Apple issued a second-quarter profit forecast of 38 cents a share on 4.3 billion dollars in revenue. That outlook fell well short of a Wall Street-estimated profit of 48 cents a share on 4.63 billion dollars in sales.

The forecast drove Apple shares down more than five percent to 78.07 in after-hours trades. It had given up 2.22 in the daytime Nasdaq session.

Jobs was being realistic, because the company's cultish followers as well as people considering switching to Macintosh are likely to put off buying computers until the new Intel-driven machines hit the market, Bajarin said.

"The numbers for Macs could have a hiccup because there are buyers waiting for new machines to come out," Bajarin said.

"I think this is one of those transitional issues."

At the recent Macworld exposition in San Francisco, devotees "couldn't wait to get their hands on the new Macs," Bajarin said.

Apple's mid-year earnings promised to be a better measure of the company's status, according to the analyst.

"Once the full ramp-up is there, with laptops and full desktops, there numbers could be very good," Bajarin said.

"What we were looking for was someone to challenge Apple with MP3 players, and that hasn't been the case."

Apple Drops Hints of iPod Phone

Four trademark applications submitted earlier this month by Apple are adding grist to the rumor mill concerning the launch of an iPod phone, which has been the subject of speculation almost since the launch of the company's popular digital-music player.

As filed with the U.S. Patent and Trademark Office, the applications for the term "Mobile Me" cover a litany of technologies ranging from telecommunications and satellite networks to computer services and portable devices.

Apple already has a presence in the mobile-communications realm with the iTunes-enabled Rokr phone from Motorola, which, by most accounts, has not lived up to expectations and has suffered poor sales as a result.

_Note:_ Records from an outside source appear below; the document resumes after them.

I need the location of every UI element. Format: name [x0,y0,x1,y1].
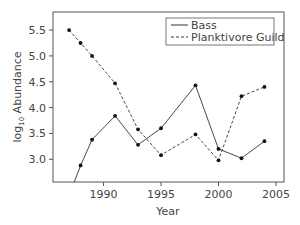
y-tick-label: 3.5 [29,127,47,140]
data-point-planktivore-guild [217,158,221,162]
data-point-planktivore-guild [136,127,140,131]
series-line-planktivore-guild [69,30,264,160]
y-tick-label: 5.0 [29,50,47,63]
data-point-bass [159,126,163,130]
x-axis: 1990199520002005 [90,182,290,201]
x-tick-label: 1990 [90,188,118,201]
y-axis: 3.03.54.04.55.05.5 [29,24,54,166]
y-tick-label: 4.5 [29,76,47,89]
series-line-bass [69,85,264,195]
data-point-planktivore-guild [159,153,163,157]
x-tick-label: 1995 [147,188,175,201]
y-axis-label: log10 Abundance [11,51,26,142]
y-tick-label: 3.0 [29,153,47,166]
data-point-bass [194,83,198,87]
data-point-planktivore-guild [263,85,267,89]
x-tick-label: 2005 [262,188,290,201]
data-point-bass [136,143,140,147]
y-tick-label: 5.5 [29,24,47,37]
series-layer [67,28,266,195]
data-point-bass [240,156,244,160]
data-point-planktivore-guild [113,81,117,85]
data-point-planktivore-guild [67,28,71,32]
y-tick-label: 4.0 [29,102,47,115]
data-point-bass [79,164,83,168]
x-axis-label: Year [155,205,180,218]
data-point-bass [263,139,267,143]
data-point-bass [217,147,221,151]
data-point-planktivore-guild [240,94,244,98]
data-point-bass [90,138,94,142]
legend-label-planktivore: Planktivore Guild [191,31,285,44]
x-tick-label: 2000 [204,188,232,201]
data-point-bass [113,114,117,118]
data-point-planktivore-guild [194,133,198,137]
data-point-planktivore-guild [90,54,94,58]
legend: Bass Planktivore Guild [166,18,285,45]
data-point-planktivore-guild [79,41,83,45]
line-chart: 3.03.54.04.55.05.5 1990199520002005 Bass… [0,0,300,225]
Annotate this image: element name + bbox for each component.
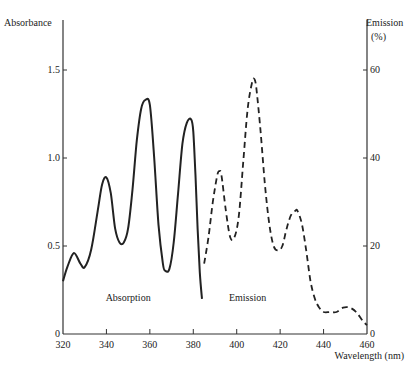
y-left-tick-label: 1.0	[48, 152, 61, 163]
y-left-tick-label: 0	[55, 328, 60, 339]
emission-annotation: Emission	[229, 292, 266, 303]
x-tick-label: 340	[99, 339, 114, 350]
x-tick-label: 320	[56, 339, 71, 350]
y-right-tick-label: 60	[370, 64, 380, 75]
series	[63, 78, 367, 325]
chart: 32034036038040042044046000.51.01.5020406…	[0, 0, 408, 379]
y-right-tick-label: 0	[370, 328, 375, 339]
right-axis-label-line2: (%)	[371, 31, 386, 43]
y-right-tick-label: 20	[370, 240, 380, 251]
x-tick-label: 440	[316, 339, 331, 350]
x-tick-label: 420	[273, 339, 288, 350]
x-axis-label: Wavelength (nm)	[335, 350, 404, 362]
left-axis-label: Absorbance	[4, 17, 52, 28]
x-tick-label: 360	[142, 339, 157, 350]
axes	[63, 20, 367, 334]
x-tick-label: 380	[186, 339, 201, 350]
absorption-annotation: Absorption	[106, 292, 151, 303]
y-left-tick-label: 0.5	[48, 240, 61, 251]
x-tick-label: 400	[229, 339, 244, 350]
y-right-tick-label: 40	[370, 152, 380, 163]
right-axis-label-line1: Emission	[366, 17, 403, 28]
emission-series-line	[204, 78, 367, 325]
y-left-tick-label: 1.5	[48, 64, 61, 75]
absorption-series-line	[63, 99, 202, 299]
x-tick-label: 460	[360, 339, 375, 350]
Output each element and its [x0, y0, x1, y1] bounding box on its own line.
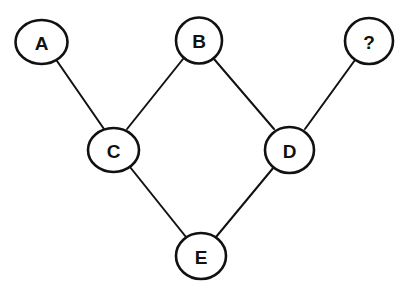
edge-d-e [216, 167, 274, 237]
node-e: E [176, 233, 226, 279]
node-c-label: C [107, 141, 121, 162]
node-a: A [16, 20, 68, 64]
node-unknown-label: ? [363, 32, 375, 53]
nodes: A B ? C D E [16, 18, 394, 280]
node-e-label: E [195, 247, 208, 268]
node-a-label: A [35, 33, 49, 54]
edge-unknown-d [305, 60, 355, 129]
node-c: C [88, 128, 139, 172]
node-b: B [176, 18, 222, 64]
edge-a-c [57, 61, 104, 129]
edge-c-e [130, 167, 186, 237]
edge-b-d [214, 59, 274, 129]
node-b-label: B [192, 31, 206, 52]
node-d: D [265, 127, 314, 173]
edge-b-c [127, 59, 183, 129]
node-unknown: ? [345, 18, 393, 64]
graph-diagram: A B ? C D E [0, 0, 409, 293]
node-d-label: D [283, 141, 297, 162]
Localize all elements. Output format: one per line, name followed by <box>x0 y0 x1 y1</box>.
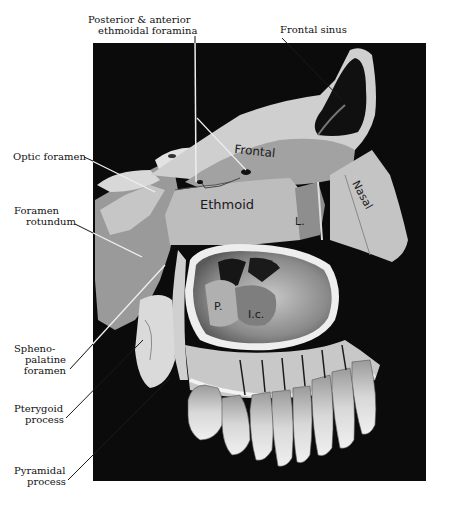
anatomy-figure: Frontal Ethmoid L. Nasal P. I.c. <box>0 0 451 521</box>
label-sphenopalatine-foramen: Spheno- palatine foramen <box>14 343 66 376</box>
label-pyramidal-process: Pyramidal process <box>14 465 66 487</box>
label-ethmoid: Ethmoid <box>200 197 254 212</box>
label-frontal-sinus: Frontal sinus <box>280 24 347 35</box>
label-foramen-rotundum: Foramen rotundum <box>14 205 76 227</box>
skull-photo: Frontal Ethmoid L. Nasal P. I.c. <box>0 0 451 521</box>
label-optic-foramen: Optic foramen <box>13 151 86 162</box>
label-ethmoidal-foramina: Posterior & anterior ethmoidal foramina <box>88 14 197 36</box>
label-palatine: P. <box>214 300 222 313</box>
ethmoidal-foramen-posterior <box>197 180 203 184</box>
label-inferior-concha: I.c. <box>248 308 264 321</box>
label-lacrimal: L. <box>295 215 305 228</box>
leader-ethmoidal-posterior <box>195 36 196 182</box>
label-pterygoid-process: Pterygoid process <box>14 403 64 425</box>
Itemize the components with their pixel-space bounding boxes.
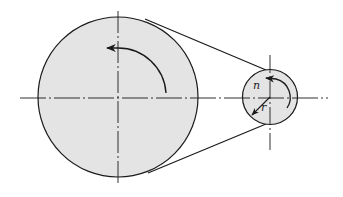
diagram-canvas: n r — [0, 0, 343, 197]
radius-label: r — [261, 101, 267, 114]
speed-label: n — [253, 79, 260, 92]
belt-drive-diagram: n r — [0, 0, 343, 197]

But possible efforts by Apple to push further into the mobile market with an iPod phone have drawn mixed responses from analysts.

New Playing Field

"They certainly have the potential to deliver an iPod phone, based on their design skills and the iTunes platform, but they would be entering a field where they have never played before," said IDC analyst Dave Linsalta.

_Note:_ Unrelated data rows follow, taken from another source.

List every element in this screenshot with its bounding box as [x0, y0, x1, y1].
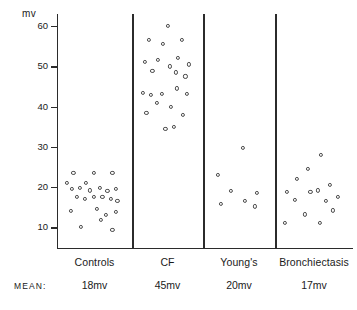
data-point: [324, 199, 328, 203]
data-point: [79, 224, 83, 228]
data-point: [292, 198, 296, 202]
y-tick-10: [51, 227, 57, 228]
data-point: [176, 56, 180, 60]
data-point: [91, 195, 95, 199]
data-point: [99, 218, 103, 222]
data-point: [318, 220, 322, 224]
data-point: [75, 195, 79, 199]
y-tick-60: [51, 26, 57, 27]
data-point: [253, 204, 257, 208]
data-point: [147, 38, 151, 42]
y-tick-label-50: 50: [26, 60, 48, 71]
data-point: [91, 171, 95, 175]
data-point: [110, 171, 114, 175]
data-point: [303, 212, 307, 216]
data-point: [331, 208, 335, 212]
y-tick-label-20: 20: [26, 181, 48, 192]
data-point: [83, 197, 87, 201]
y-tick-label-30: 30: [26, 141, 48, 152]
data-point: [169, 105, 173, 109]
data-point: [181, 113, 185, 117]
data-point: [219, 202, 223, 206]
data-point: [104, 213, 108, 217]
data-point: [163, 127, 167, 131]
data-point: [115, 199, 119, 203]
data-point: [171, 125, 175, 129]
data-point: [336, 195, 340, 199]
y-tick-20: [51, 187, 57, 188]
data-point: [114, 187, 118, 191]
y-axis-unit-label: mv: [22, 8, 36, 19]
data-point: [141, 90, 145, 94]
data-point: [229, 189, 233, 193]
data-point: [187, 62, 191, 66]
data-point: [319, 153, 323, 157]
mean-value-controls: 18mv: [57, 279, 132, 291]
data-point: [243, 199, 247, 203]
data-point: [114, 210, 118, 214]
data-point: [150, 69, 154, 73]
y-tick-label-60: 60: [26, 20, 48, 31]
data-point: [144, 111, 148, 115]
data-point: [184, 92, 188, 96]
data-point: [295, 177, 299, 181]
data-point: [109, 197, 113, 201]
data-point: [155, 100, 159, 104]
mean-value-bronchiectasis: 17mv: [275, 279, 353, 291]
data-point: [174, 70, 178, 74]
data-point: [71, 171, 75, 175]
y-axis-line: [57, 14, 58, 248]
y-tick-50: [51, 66, 57, 67]
data-point: [161, 42, 165, 46]
data-point: [160, 92, 164, 96]
data-point: [84, 181, 88, 185]
data-point: [175, 86, 179, 90]
separator-line-2: [203, 14, 205, 248]
group-label-cf: CF: [132, 256, 203, 268]
data-point: [70, 187, 74, 191]
data-point: [65, 181, 69, 185]
separator-line-3: [275, 14, 277, 248]
data-point: [105, 189, 109, 193]
y-tick-label-10: 10: [26, 221, 48, 232]
data-point: [285, 190, 289, 194]
mean-row-label: MEAN:: [14, 281, 46, 291]
data-point: [328, 183, 332, 187]
mean-value-youngs: 20mv: [203, 279, 275, 291]
data-point: [98, 186, 102, 190]
data-point: [69, 209, 73, 213]
data-point: [166, 24, 170, 28]
group-label-youngs: Young's: [203, 256, 275, 268]
data-point: [156, 58, 160, 62]
data-point: [100, 195, 104, 199]
data-point: [308, 190, 312, 194]
x-axis-baseline: [57, 248, 353, 249]
data-point: [216, 173, 220, 177]
y-tick-label-40: 40: [26, 101, 48, 112]
separator-line-1: [132, 14, 134, 248]
y-tick-30: [51, 147, 57, 148]
data-point: [316, 188, 320, 192]
data-point: [110, 228, 114, 232]
data-point: [88, 188, 92, 192]
data-point: [78, 186, 82, 190]
data-point: [95, 207, 99, 211]
data-point: [168, 64, 172, 68]
data-point: [180, 38, 184, 42]
data-point: [183, 74, 187, 78]
group-label-bronchiectasis: Bronchiectasis: [275, 256, 353, 268]
data-point: [143, 60, 147, 64]
y-tick-40: [51, 107, 57, 108]
data-point: [306, 167, 310, 171]
chart-root: mv 102030405060 ControlsCFYoung'sBronchi…: [0, 0, 357, 310]
data-point: [283, 220, 287, 224]
group-label-controls: Controls: [57, 256, 132, 268]
data-point: [255, 191, 259, 195]
mean-value-cf: 45mv: [132, 279, 203, 291]
data-point: [241, 146, 245, 150]
data-point: [149, 92, 153, 96]
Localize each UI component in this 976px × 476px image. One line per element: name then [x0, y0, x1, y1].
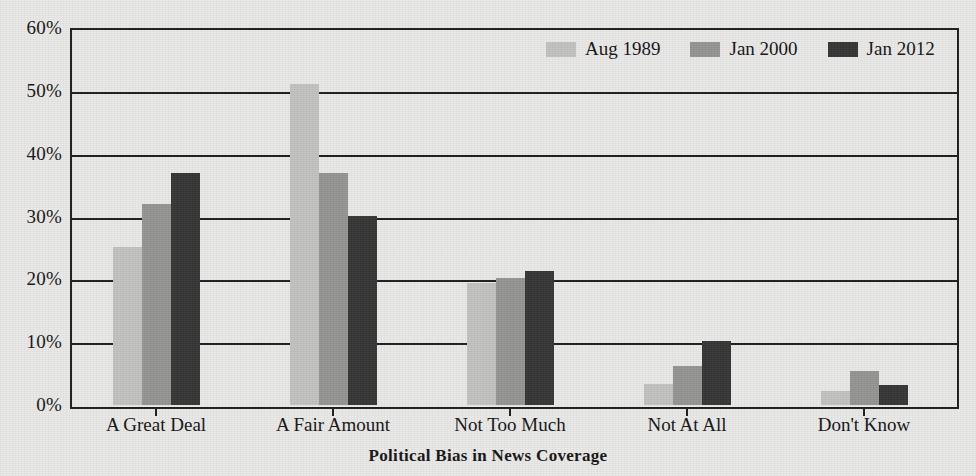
- x-axis-tick-label: Not At All: [647, 414, 726, 436]
- bar: [467, 283, 496, 405]
- x-axis-title: Political Bias in News Coverage: [0, 446, 976, 466]
- chart-legend: Aug 1989Jan 2000Jan 2012: [546, 33, 935, 65]
- legend-item-label: Aug 1989: [585, 38, 660, 60]
- legend-item: Jan 2012: [828, 38, 935, 60]
- bar-group: [290, 30, 377, 405]
- y-axis: 60%50%40%30%20%10%0%: [0, 28, 62, 405]
- y-axis-tick-label: 30%: [0, 206, 62, 228]
- y-axis-tick-label: 0%: [0, 394, 62, 416]
- legend-item-label: Jan 2012: [867, 38, 935, 60]
- bar: [702, 341, 731, 405]
- legend-swatch-medium: [690, 42, 720, 57]
- bar: [879, 385, 908, 405]
- bar: [821, 391, 850, 405]
- bar: [113, 247, 142, 405]
- bar-chart-figure: 60%50%40%30%20%10%0% A Great DealA Fair …: [0, 0, 976, 476]
- bar: [142, 204, 171, 405]
- bar: [673, 366, 702, 405]
- x-axis-tick-label: A Great Deal: [106, 414, 206, 436]
- bar-group: [821, 30, 908, 405]
- y-axis-tick-label: 50%: [0, 80, 62, 102]
- x-axis-tick-label: Don't Know: [818, 414, 911, 436]
- x-axis-tick-label: Not Too Much: [454, 414, 565, 436]
- y-axis-tick-label: 40%: [0, 143, 62, 165]
- legend-swatch-dark: [828, 42, 858, 57]
- bar-group: [113, 30, 200, 405]
- legend-item: Jan 2000: [690, 38, 797, 60]
- bar: [644, 384, 673, 405]
- bars-layer: [72, 30, 955, 405]
- y-axis-tick-label: 60%: [0, 17, 62, 39]
- y-axis-tick-label: 20%: [0, 268, 62, 290]
- bar: [171, 173, 200, 406]
- bar: [496, 278, 525, 405]
- bar: [290, 84, 319, 405]
- bar: [348, 216, 377, 405]
- x-axis-labels: A Great DealA Fair AmountNot Too MuchNot…: [0, 414, 976, 442]
- bar: [319, 173, 348, 406]
- bar-group: [644, 30, 731, 405]
- legend-item-label: Jan 2000: [729, 38, 797, 60]
- legend-swatch-light: [546, 42, 576, 57]
- bar: [850, 371, 879, 405]
- legend-item: Aug 1989: [546, 38, 660, 60]
- bar: [525, 271, 554, 405]
- y-axis-tick-label: 10%: [0, 331, 62, 353]
- x-axis-tick-label: A Fair Amount: [276, 414, 390, 436]
- bar-group: [467, 30, 554, 405]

He cited several possible challenges for Apple, including decisions regarding mobile-network partnerships and sales channels for an iPod phone.

"The company likes to control the distribution of its computer hardware, but with a phone they would need an agreement with wireless operators and would have to license the device," said Linsalata. "There are a significant number of core competencies in telecommunications that Apple lacks."

Still, the analyst said that the iPod has a strong following that could be extended to the world of phones. He also said that Apple could create its own mobile virtual network, much like the one Virgin has created, and offer phone services by leasing network access from an established carrier.

Matter of When

Yankee Group analyst Michael Goodman contends that it is only a matter of time before Apple introduces its own mobile phone.

"They certainly have the ability to do this," he said. "Apple strongly believes in vertical integration and controlling the design process, but the question is, 'How do they get into the wireless side?'"

Goodman suggested Apple could focus on device manufacturing only, or get more involved as virtual-network operator.

"The company most likely will add more wireless capabilities to the iPod as well, enabling communications between devices or between the player and wireless networks," he said.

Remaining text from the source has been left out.